Children have wishlists (adults too nowadays -- e.g. Amazon), people 'register' for weddings, etc.

1 comments

I've no desire to discourage people from showing their care or regard for me. But I would strongly for them to do it directly, by engaging in activites that center on care and regard for each other. Spending time together, perhaps.

Material goods are a poor proxy for that in my case, because they have the effect of actually reducing my quality of life. I've already got a cluttered house and more possessions than I know what to do with. It's actually pretty hard for me to think of objects that I genuinely want - so hard that when people give me gift cards, they generally go unused. I've got more than enough stuff, I'm actively working on having less stuff, and so I'd rather let it go to waste than acquire an object I don't want and will just go unused until I eventually discard it during the next round of decluttering.

So in any case I feel bad - either because of guilt over not appreciating an object that I simply can't because it brings me negative utility, or guilt over the money or effort people put into trying to give me an object that brings me negative utility, or for actively involving myself in the acquisition of an object that brings me negative utility, or for the sense of being wasteful that comes with the inevitable disposal of an object that brings me negative utility.
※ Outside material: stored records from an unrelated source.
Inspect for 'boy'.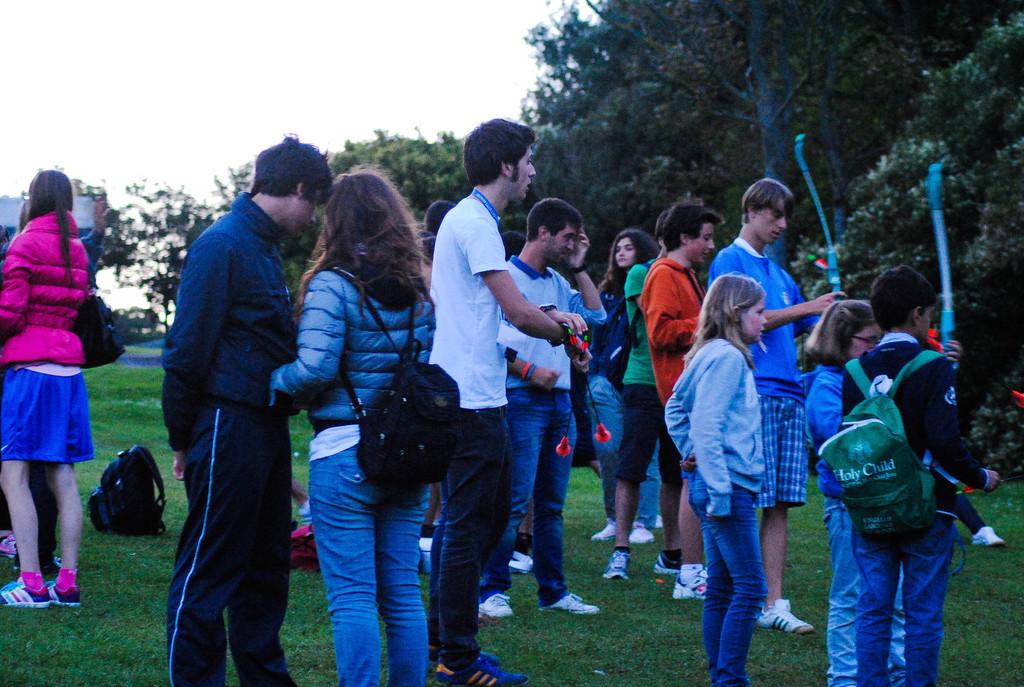
Inspection: 840,264,1011,686.
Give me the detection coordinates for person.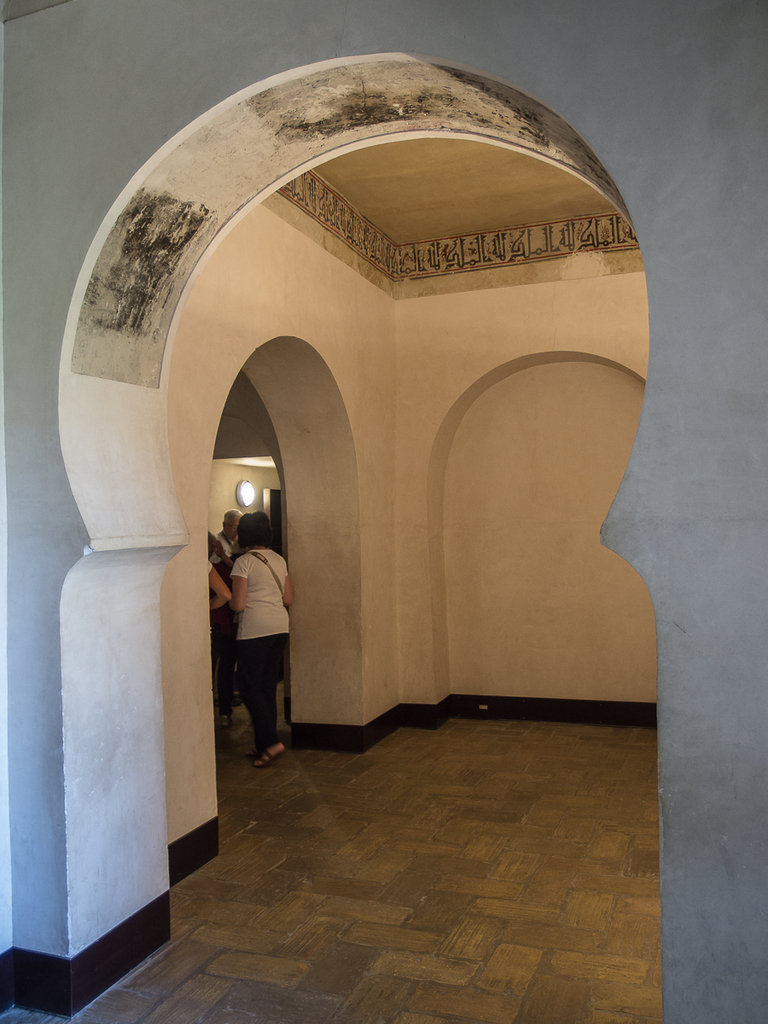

And I would greatly prefer for people to show they care in a way that doesn't make me feel bad. I just wish I could understand why in this one situation I'm generally considered to be a bad person for wanting my loved ones to not make me feel bad. Isn't it supposed to be a time of year when we're supposed to gather together and try to make each other feel good?

Sadly the ritual just isn't really structured in a way that makes it workable for folks like us. The material gifts are inextricably placed at the core of the social construct, to the extent that there's really no way to extract them for the sake of respecting the feelings someone who doesn't desire a material gift. So inextricably that we can't just not give an object to someone who would rather not take part in the exchange of objects because we care about them and understand that would make them happier. Instead we have to make them out to be some sort of Scrooge.